WI: Earlier Pelton Wheels?

The Pelton Wheel is among the most efficient types of water turbines. While turbines, in general, date to no earlier than the 18th century, there are esrlier examples, most tantalizingly a water wheel from Roman Tunisia that was more properly a turbine. In general, we can say that a Pelton Wheel is up to 10 times as efficient as any other water wheel.

So what if some ingenious engineer stumbled across the efficient shape of a Pelton Wheel? Lore says that Pelton accidentally came up with the invention after seeing a cow get sprayed in the nose with a hose. Take that story for what you will. Conveniently, the first Pelton Wheel was wooden, so we don’t need to feel constrained by good metallurgy.

Lets be conservative, and say that a pre-industrial society would have difficulty in perfecting their construction, and rather than 10 times as efficient, they might be merely 5 time or thereabouts. How might the middle ages or even antiquity look with vastly more productive mills?

Or, less flamboyantly, how might the industrial revolution look if these turbines came into use a century early?
 
To justify bumping this thread, I’d like to explore the medieval potential of a Pelton wheel a little more.

First, I imagine it would spread among monastic orders, such as the Cistercians, due to their general industrial output, and their relative literacy and interconnectedness.

Second, we may see fewer but larger mills in certain areas, since all this extra power has to be used for something, after all. Having a water wheel spinning a grain mill five times as powerfully or quickly doesn’t do much for you, but having one that can spin a mill five times as large (or can spin five mills) does help. On the other hand, trip hammers scale up great, so we could see a nice bump in worked metal output. That could have some interesting knock-on effects, if we see, say, arms and armor becoming cheaper - could help state development proceed a little quicker. Relatedly, it might make blast furnaces more economical.
 

Philip

Donor
Second, we may see fewer but larger mills in certain areas, since all this extra power has to be used for something, after all. Having a water wheel spinning a grain mill five times as powerfully or quickly doesn’t do much for you, but having one that can spin a mill five times as large (or can spin five mills) does help.

What if we go the other route? Instead of a wheel with the same input and 5x output, can we go to a wheel of the same output but 1/5 input? Does this open new geographical areas to use the wheel?
 
What if we go the other route? Instead of a wheel with the same input and 5x output, can we go to a wheel of the same output but 1/5 input? Does this open new geographical areas to use the wheel?

Well, I'm not an engineer, but I'm not sure how well pelton wheels would scale down - I think there's a minimum size before they cease to have much of an advantage.
 
Isn't a Pelton wheel high revs and low torque? Good for electricity but not really for corn grinding, tilt hammers and the like?
 
Well, I'm not an engineer, but I'm not sure how well pelton wheels would scale down - I think there's a minimum size before they cease to have much of an advantage.
Well, I've seen quite a lot of pretty small ones that had been used even in relatively small scale 19th century mining operations. They used them quite extensively in that industry. I used to have a mine on my property where they had pulled carts in and out with a Pelton wheel system.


The problem:
The expected result is a word-for-word copy of the entries, minus any pictures.

Data for review:
►

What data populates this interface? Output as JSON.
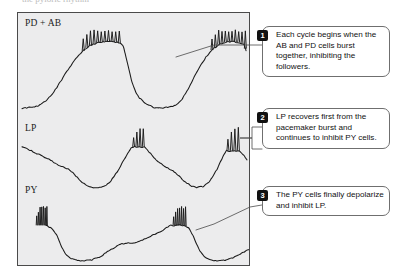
{
  "figure": {
    "panel_background": "#ececed",
    "panel_border": "#4a4a4a",
    "trace_color": "#1a1a1a",
    "badge_color": "#111111",
    "callout_border": "#6f6f6f",
    "cropped_header_text": "the pyloric rhythm"
  },
  "traces": {
    "labels": [
      {
        "id": "pdab",
        "text": "PD + AB"
      },
      {
        "id": "lp",
        "text": "LP"
      },
      {
        "id": "py",
        "text": "PY"
      }
    ]
  },
  "callouts": [
    {
      "number": "1",
      "text": "Each cycle begins when the AB and PD cells burst together, inhibiting the followers."
    },
    {
      "number": "2",
      "text": "LP recovers first from the pacemaker burst and continues to inhibit PY cells."
    },
    {
      "number": "3",
      "text": "The PY cells finally depolarize and inhibit LP."
    }
  ],
  "chart_data": {
    "type": "line",
    "title": "",
    "xlabel": "",
    "ylabel": "",
    "grid": false,
    "legend_position": "inline-left-labels",
    "x_range": [
      0,
      233
    ],
    "series": [
      {
        "name": "PD + AB",
        "row_top": 18,
        "row_baseline": 96,
        "slow_wave": [
          [
            4,
            96
          ],
          [
            14,
            95
          ],
          [
            22,
            93
          ],
          [
            30,
            87
          ],
          [
            38,
            77
          ],
          [
            46,
            64
          ],
          [
            54,
            52
          ],
          [
            60,
            44
          ],
          [
            66,
            38
          ],
          [
            72,
            33
          ],
          [
            80,
            30
          ],
          [
            88,
            29
          ],
          [
            96,
            29
          ],
          [
            102,
            30
          ],
          [
            106,
            33
          ],
          [
            109,
            44
          ],
          [
            112,
            58
          ],
          [
            116,
            73
          ],
          [
            121,
            84
          ],
          [
            128,
            91
          ],
          [
            136,
            95
          ],
          [
            143,
            96
          ],
          [
            150,
            95
          ],
          [
            155,
            94
          ],
          [
            160,
            92
          ],
          [
            166,
            86
          ],
          [
            172,
            76
          ],
          [
            178,
            64
          ],
          [
            184,
            53
          ],
          [
            190,
            44
          ],
          [
            196,
            37
          ],
          [
            202,
            32
          ],
          [
            210,
            29
          ],
          [
            218,
            29
          ],
          [
            224,
            30
          ],
          [
            228,
            32
          ],
          [
            230,
            38
          ]
        ],
        "burst_windows": [
          {
            "start": 64,
            "end": 104,
            "spike_count": 11,
            "peak_y": 18,
            "base_y": 34
          },
          {
            "start": 194,
            "end": 231,
            "spike_count": 11,
            "peak_y": 18,
            "base_y": 34
          }
        ],
        "burst_phase_note": "pacemaker burst at the peak of the depolarized plateau"
      },
      {
        "name": "LP",
        "row_top": 116,
        "row_baseline": 174,
        "slow_wave": [
          [
            4,
            135
          ],
          [
            12,
            138
          ],
          [
            20,
            142
          ],
          [
            28,
            146
          ],
          [
            34,
            149
          ],
          [
            40,
            153
          ],
          [
            46,
            155
          ],
          [
            52,
            158
          ],
          [
            58,
            164
          ],
          [
            64,
            170
          ],
          [
            70,
            174
          ],
          [
            76,
            176
          ],
          [
            82,
            176
          ],
          [
            88,
            174
          ],
          [
            94,
            169
          ],
          [
            100,
            160
          ],
          [
            106,
            150
          ],
          [
            111,
            141
          ],
          [
            115,
            135
          ],
          [
            128,
            135
          ],
          [
            133,
            141
          ],
          [
            138,
            147
          ],
          [
            144,
            152
          ],
          [
            150,
            156
          ],
          [
            156,
            159
          ],
          [
            162,
            164
          ],
          [
            168,
            170
          ],
          [
            174,
            174
          ],
          [
            180,
            176
          ],
          [
            186,
            175
          ],
          [
            192,
            171
          ],
          [
            197,
            164
          ],
          [
            202,
            155
          ],
          [
            206,
            146
          ],
          [
            210,
            139
          ],
          [
            224,
            139
          ],
          [
            228,
            144
          ],
          [
            231,
            148
          ]
        ],
        "burst_windows": [
          {
            "start": 115,
            "end": 128,
            "spike_count": 4,
            "peak_y": 116,
            "base_y": 136
          },
          {
            "start": 210,
            "end": 224,
            "spike_count": 4,
            "peak_y": 116,
            "base_y": 140
          }
        ],
        "burst_phase_note": "LP burst follows the pacemaker burst"
      },
      {
        "name": "PY",
        "row_top": 196,
        "row_baseline": 248,
        "slow_wave": [
          [
            28,
            214
          ],
          [
            32,
            216
          ],
          [
            36,
            219
          ],
          [
            40,
            226
          ],
          [
            44,
            236
          ],
          [
            48,
            243
          ],
          [
            52,
            247
          ],
          [
            58,
            249
          ],
          [
            66,
            250
          ],
          [
            74,
            249
          ],
          [
            82,
            246
          ],
          [
            90,
            241
          ],
          [
            98,
            236
          ],
          [
            104,
            233
          ],
          [
            110,
            232
          ],
          [
            116,
            232
          ],
          [
            122,
            230
          ],
          [
            128,
            228
          ],
          [
            134,
            225
          ],
          [
            140,
            222
          ],
          [
            146,
            219
          ],
          [
            150,
            216
          ],
          [
            154,
            214
          ],
          [
            168,
            214
          ],
          [
            172,
            217
          ],
          [
            176,
            223
          ],
          [
            180,
            233
          ],
          [
            184,
            241
          ],
          [
            188,
            246
          ],
          [
            194,
            249
          ],
          [
            202,
            250
          ],
          [
            210,
            249
          ],
          [
            218,
            246
          ],
          [
            224,
            243
          ],
          [
            230,
            240
          ],
          [
            236,
            237
          ],
          [
            240,
            235
          ]
        ],
        "burst_windows": [
          {
            "start": 18,
            "end": 30,
            "spike_count": 7,
            "peak_y": 196,
            "base_y": 215
          },
          {
            "start": 156,
            "end": 170,
            "spike_count": 7,
            "peak_y": 196,
            "base_y": 215
          }
        ],
        "burst_phase_note": "PY burst terminates the cycle"
      }
    ],
    "leaders": [
      {
        "from_callout": "1",
        "points": [
          [
            262,
            45
          ],
          [
            214,
            45
          ],
          [
            176,
            57
          ]
        ]
      },
      {
        "from_callout": "2",
        "points": [
          [
            262,
            127
          ],
          [
            252,
            127
          ],
          [
            252,
            138
          ],
          [
            240,
            138
          ],
          [
            252,
            138
          ],
          [
            252,
            149
          ],
          [
            262,
            149
          ]
        ]
      },
      {
        "from_callout": "3",
        "points": [
          [
            262,
            205
          ],
          [
            250,
            207
          ],
          [
            214,
            224
          ],
          [
            196,
            230
          ]
        ]
      }
    ]
  }
}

◄

Written answer:
What data populates this interface? Output as JSON.
{
  "figure": {
    "panel_background": "#ececed",
    "panel_border": "#4a4a4a",
    "trace_color": "#1a1a1a",
    "badge_color": "#111111",
    "callout_border": "#6f6f6f",
    "cropped_header_text": "the pyloric rhythm"
  },
  "traces": {
    "labels": [
      {
        "id": "pdab",
        "text": "PD + AB"
      },
      {
        "id": "lp",
        "text": "LP"
      },
      {
        "id": "py",
        "text": "PY"
      }
    ]
  },
  "callouts": [
    {
      "number": "1",
      "text": "Each cycle begins when the AB and PD cells burst together, inhibiting the followers."
    },
    {
      "number": "2",
      "text": "LP recovers first from the pacemaker burst and continues to inhibit PY cells."
    },
    {
      "number": "3",
      "text": "The PY cells finally depolarize and inhibit LP."
    }
  ],
  "chart_data": {
    "type": "line",
    "title": "",
    "xlabel": "",
    "ylabel": "",
    "grid": false,
    "legend_position": "inline-left-labels",
    "x_range": [
      0,
      233
    ],
    "series": [
      {
        "name": "PD + AB",
        "row_top": 18,
        "row_baseline": 96,
        "slow_wave": [
          [
            4,
            96
          ],
          [
            14,
            95
          ],
          [
            22,
            93
          ],
          [
            30,
            87
          ],
          [
            38,
            77
          ],
          [
            46,
            64
          ],
          [
            54,
            52
          ],
          [
            60,
            44
          ],
          [
            66,
            38
          ],
          [
            72,
            33
          ],
          [
            80,
            30
          ],
          [
            88,
            29
          ],
          [
            96,
            29
          ],
          [
            102,
            30
          ],
          [
            106,
            33
          ],
          [
            109,
            44
          ],
          [
            112,
            58
          ],
          [
            116,
            73
          ],
          [
            121,
            84
          ],
          [
            128,
            91
          ],
          [
            136,
            95
          ],
          [
            143,
            96
          ],
          [
            150,
            95
          ],
          [
            155,
            94
          ],
          [
            160,
            92
          ],
          [
            166,
            86
          ],
          [
            172,
            76
          ],
          [
            178,
            64
          ],
          [
            184,
            53
          ],
          [
            190,
            44
          ],
          [
            196,
            37
          ],
          [
            202,
            32
          ],
          [
            210,
            29
          ],
          [
            218,
            29
          ],
          [
            224,
            30
          ],
          [
            228,
            32
          ],
          [
            230,
            38
          ]
        ],
        "burst_windows": [
          {
            "start": 64,
            "end": 104,
            "spike_count": 11,
            "peak_y": 18,
            "base_y": 34
          },
          {
            "start": 194,
            "end": 231,
            "spike_count": 11,
            "peak_y": 18,
            "base_y": 34
          }
        ],
        "burst_phase_note": "pacemaker burst at the peak of the depolarized plateau"
      },
      {
        "name": "LP",
        "row_top": 116,
        "row_baseline": 174,
        "slow_wave": [
          [
            4,
            135
          ],
          [
            12,
            138
          ],
          [
            20,
            142
          ],
          [
            28,
            146
          ],
          [
            34,
            149
          ],
          [
            40,
            153
          ],
          [
            46,
            155
          ],
          [
            52,
            158
          ],
          [
            58,
            164
          ],
          [
            64,
            170
          ],
          [
            70,
            174
          ],
          [
            76,
            176
          ],
          [
            82,
            176
          ],
          [
            88,
            174
          ],
          [
            94,
            169
          ],
          [
            100,
            160
          ],
          [
            106,
            150
          ],
          [
            111,
            141
          ],
          [
            115,
            135
          ],
          [
            128,
            135
          ],
          [
            133,
            141
          ],
          [
            138,
            147
          ],
          [
            144,
            152
          ],
          [
            150,
            156
          ],
          [
            156,
            159
          ],
          [
            162,
            164
          ],
          [
            168,
            170
          ],
          [
            174,
            174
          ],
          [
            180,
            176
          ],
          [
            186,
            175
          ],
          [
            192,
            171
          ],
          [
            197,
            164
          ],
          [
            202,
            155
          ],
          [
            206,
            146
          ],
          [
            210,
            139
          ],
          [
            224,
            139
          ],
          [
            228,
            144
          ],
          [
            231,
            148
          ]
        ],
        "burst_windows": [
          {
            "start": 115,
            "end": 128,
            "spike_count": 4,
            "peak_y": 116,
            "base_y": 136
          },
          {
            "start": 210,
            "end": 224,
            "spike_count": 4,
            "peak_y": 116,
            "base_y": 140
          }
        ],
        "burst_phase_note": "LP burst follows the pacemaker burst"
      },
      {
        "name": "PY",
        "row_top": 196,
        "row_baseline": 248,
        "slow_wave": [
          [
            28,
            214
          ],
          [
            32,
            216
          ],
          [
            36,
            219
          ],
          [
            40,
            226
          ],
          [
            44,
            236
          ],
          [
            48,
            243
          ],
          [
            52,
            247
          ],
          [
            58,
            249
          ],
          [
            66,
            250
          ],
          [
            74,
            249
          ],
          [
            82,
            246
          ],
          [
            90,
            241
          ],
          [
            98,
            236
          ],
          [
            104,
            233
          ],
          [
            110,
            232
          ],
          [
            116,
            232
          ],
          [
            122,
            230
          ],
          [
            128,
            228
          ],
          [
            134,
            225
          ],
          [
            140,
            222
          ],
          [
            146,
            219
          ],
          [
            150,
            216
          ],
          [
            154,
            214
          ],
          [
            168,
            214
          ],
          [
            172,
            217
          ],
          [
            176,
            223
          ],
          [
            180,
            233
          ],
          [
            184,
            241
          ],
          [
            188,
            246
          ],
          [
            194,
            249
          ],
          [
            202,
            250
          ],
          [
            210,
            249
          ],
          [
            218,
            246
          ],
          [
            224,
            243
          ],
          [
            230,
            240
          ],
          [
            236,
            237
          ],
          [
            240,
            235
          ]
        ],
        "burst_windows": [
          {
            "start": 18,
            "end": 30,
            "spike_count": 7,
            "peak_y": 196,
            "base_y": 215
          },
          {
            "start": 156,
            "end": 170,
            "spike_count": 7,
            "peak_y": 196,
            "base_y": 215
          }
        ],
        "burst_phase_note": "PY burst terminates the cycle"
      }
    ],
    "leaders": [
      {
        "from_callout": "1",
        "points": [
          [
            262,
            45
          ],
          [
            214,
            45
          ],
          [
            176,
            57
          ]
        ]
      },
      {
        "from_callout": "2",
        "points": [
          [
            262,
            127
          ],
          [
            252,
            127
          ],
          [
            252,
            138
          ],
          [
            240,
            138
          ],
          [
            252,
            138
          ],
          [
            252,
            149
          ],
          [
            262,
            149
          ]
        ]
      },
      {
        "from_callout": "3",
        "points": [
          [
            262,
            205
          ],
          [
            250,
            207
          ],
          [
            214,
            224
          ],
          [
            196,
            230
          ]
        ]
      }
    ]
  }
}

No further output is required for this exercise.